I'm getting my sea-legs. I hope. My mouth is pasty, and salty, and sweat keeps running down into my eyes. I never even began to realize how much support the exoskeleton's jelly-suspension lent me.

But I've made it to Eglinton, and that's nearly a third of the way, and to celebrate, I stop in at a coffee-shop and drink a whole pitcher of lemonade while sitting by the air-conditioner.

I got the word that they were tearing down the bat-house only two weeks ago. The message came by priority email from The Amazing Robotron: all the bats were dead, or enough of them anyway that the rest could be relocated to less expensive quarters. It was barely enough notice to get my emergency leave application in, to book a ticket back to Earth, and to finally become a murderer all the way.

Damn, I hope I know what I'm doing.

#

The guy who thought he was Nicola Tesla told me all kinds of stories, and I was sure he was lying to me, but when I checked out the parts of his story that I could, they all turned out to be true.

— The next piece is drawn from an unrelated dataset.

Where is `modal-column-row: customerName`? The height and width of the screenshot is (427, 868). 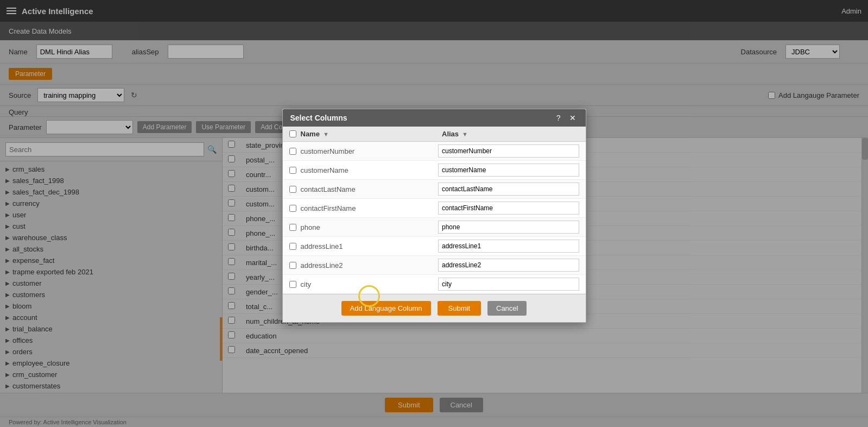
modal-column-row: customerName is located at coordinates (434, 171).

"I don't actually need to be here. I've come here to get away from all the treachery, the deceit, the filthy pursuit of the dollar. As though I need more money! I invented foam! Oh, sure, the Process likes to take credit for it, but if you look up the patent, guess who owns it?

"Master Affeltranger, you may not realize it to look at me, but I have some very important friends, out there in the Great Beyond. With important friends, you can make a whole block of apts simply disappear from the record-books. You can make tremendous energy consumption vanish, likewise."

He spoke as he tinkered with his apparatus, which hummed alarmingly and occasionally sent a tortured arc of electricity into the guy who thought he was Nicola Tesla's chest.

It happened three times in a row, and he stamped his foot in frustration, and said, "Oh, do cut it out," apparently to one of his machines.